Become a Patron! 


 

Abstract 

Sarah Morgan, Civil Rights/constitutional Law--indebted to the State: How the Thirteenth Amendment's Promise of Abolition Holds Protections Against the Modern Debtors' Prisons , 39 Western New England Law Review 327 - 368 (2017) (Note) (321 Footnotes Omitted) (FULL ARTICLE)

SarahmorganSet aside your image of a post-Obama color-blind America. Wipe clean your impression that the Civil Rights Movement of the 1960's solved the “race problem.” And above all, suspend your disbelief that the Emancipation Proclamation abolished slavery. For today's social, political, and especially economic subjugation of people of color flies in the face of America's gauzy, race-neutral ideations. Racism prevails, taking on new forms as implicit and explicit biases against poor people of color, in the minds and hearts of our political and judicial figures. And, as this Note will argue, slavery continues in its new manifestation of the debtors' prison, although, absolutely none of this is truly “new.”

It begins with a minor offense: a moving violation, a citation for jaywalking, or a parking ticket. Before a hearing for the offense has even commenced, booking fees, bail, and defense counsel application fees are attached. In other instances, it arises post-conviction: monthly probation payments, installation costs for an automobile interlock device, or required contribution for court-appointed counsel. To anyone with a steady income, a deep savings account, or a financially prosperous personal network, these legal financial obligations (“LFOs”) represent nothing more than a momentary hardship--write one check and all returns to normal. For everyone else, the inability to scrounge up sums of cash on the spot could result in an indefinite stay in the county jail, for which additional fines and fees are compounded onto a growing bill. This cycle, from the imposition of LFOs for non-violent minor offenses to indefinite incarceration, repeats in municipalities across the country in a conceptual confine known as the modern debtors' prison.

This Note will argue that the modern debtors' prison is unconstitutional under the Thirteenth Amendment's prohibition against involuntary servitude and peonage. Section II.A. will argue that, in keeping with the expansive spirit of the Thirteenth Amendment, the modern debtors' prison is a violation of the prohibition against peonage. Section II.B. will demonstrate that the modern debtors' prison is not exempt from the protections of the Thirteenth Amendment, because the practices which give rise to it do not constitute “punishment” as used in contemporary legal discussion. Therefore, the Thirteenth Amendment provides a source of constitutionally-guaranteed rights from being subjected to the modern debtors' prison.

Section II.C. will explore the remedies available for violations of constitutionally guaranteed rights to not be held to conditions of peonage. In Section II.D., the Note will assert Congress should take advantage of its broad enforcement powers under section two of the Thirteenth Amendment and enact a prohibition against the modern debtors' prison, providing enhanced civil remedies for imprisonment for criminal debts. Finally, Section II.D. will address anticipated counterarguments: first, it will argue that City of Boerne v. Flores does not restrict Congress's Thirteenth Amendment enforcement powers, and; second, it will demonstrate how federalism concerns do not preclude a remedial statute based on the Thirteenth Amendment.


Candidate for J.D., 2017, Western New England University School of Law.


▶ What to produce: Wherever "chart" shows up in the records below, copy the whole line.

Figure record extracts
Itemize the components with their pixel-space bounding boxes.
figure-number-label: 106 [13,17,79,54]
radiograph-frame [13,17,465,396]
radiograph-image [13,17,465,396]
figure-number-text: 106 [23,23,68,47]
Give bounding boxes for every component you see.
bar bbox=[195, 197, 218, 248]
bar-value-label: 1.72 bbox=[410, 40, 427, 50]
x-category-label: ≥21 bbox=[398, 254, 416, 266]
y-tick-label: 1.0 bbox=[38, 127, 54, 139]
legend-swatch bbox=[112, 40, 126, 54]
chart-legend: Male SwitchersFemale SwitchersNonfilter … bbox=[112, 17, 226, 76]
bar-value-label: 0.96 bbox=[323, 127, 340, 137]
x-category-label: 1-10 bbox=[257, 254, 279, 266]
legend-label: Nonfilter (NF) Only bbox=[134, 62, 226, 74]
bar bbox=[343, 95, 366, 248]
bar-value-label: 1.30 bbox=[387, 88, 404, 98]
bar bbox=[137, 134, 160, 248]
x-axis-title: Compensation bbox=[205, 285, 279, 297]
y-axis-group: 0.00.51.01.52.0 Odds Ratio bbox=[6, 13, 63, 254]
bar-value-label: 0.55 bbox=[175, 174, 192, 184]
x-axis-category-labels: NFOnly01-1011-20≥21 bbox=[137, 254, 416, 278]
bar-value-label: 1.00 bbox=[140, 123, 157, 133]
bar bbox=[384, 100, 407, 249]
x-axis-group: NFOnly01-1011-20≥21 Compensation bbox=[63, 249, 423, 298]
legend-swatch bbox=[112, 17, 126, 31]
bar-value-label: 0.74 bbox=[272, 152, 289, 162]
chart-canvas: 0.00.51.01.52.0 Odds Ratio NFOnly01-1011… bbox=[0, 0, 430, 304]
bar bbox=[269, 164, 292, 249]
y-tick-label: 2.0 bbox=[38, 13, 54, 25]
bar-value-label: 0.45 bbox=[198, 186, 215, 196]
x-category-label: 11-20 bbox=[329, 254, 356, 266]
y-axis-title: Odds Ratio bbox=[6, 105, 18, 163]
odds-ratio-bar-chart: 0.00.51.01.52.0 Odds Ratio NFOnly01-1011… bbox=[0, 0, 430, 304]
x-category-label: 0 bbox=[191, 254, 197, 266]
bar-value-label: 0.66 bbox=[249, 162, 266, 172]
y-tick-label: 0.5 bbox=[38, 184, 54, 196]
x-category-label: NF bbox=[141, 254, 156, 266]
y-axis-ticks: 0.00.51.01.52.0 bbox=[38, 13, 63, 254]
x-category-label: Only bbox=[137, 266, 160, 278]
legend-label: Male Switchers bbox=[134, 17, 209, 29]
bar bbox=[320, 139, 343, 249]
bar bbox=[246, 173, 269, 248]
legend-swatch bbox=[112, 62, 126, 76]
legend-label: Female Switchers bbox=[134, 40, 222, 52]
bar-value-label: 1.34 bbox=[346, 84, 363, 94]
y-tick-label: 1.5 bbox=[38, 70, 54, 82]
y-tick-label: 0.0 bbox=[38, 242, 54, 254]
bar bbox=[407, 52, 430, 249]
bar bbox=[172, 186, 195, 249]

▶ Expected answer:
chart-legend: Male SwitchersFemale SwitchersNonfilter … bbox=[112, 17, 226, 76]
chart-canvas: 0.00.51.01.52.0 Odds Ratio NFOnly01-1011… bbox=[0, 0, 430, 304]
odds-ratio-bar-chart: 0.00.51.01.52.0 Odds Ratio NFOnly01-1011… bbox=[0, 0, 430, 304]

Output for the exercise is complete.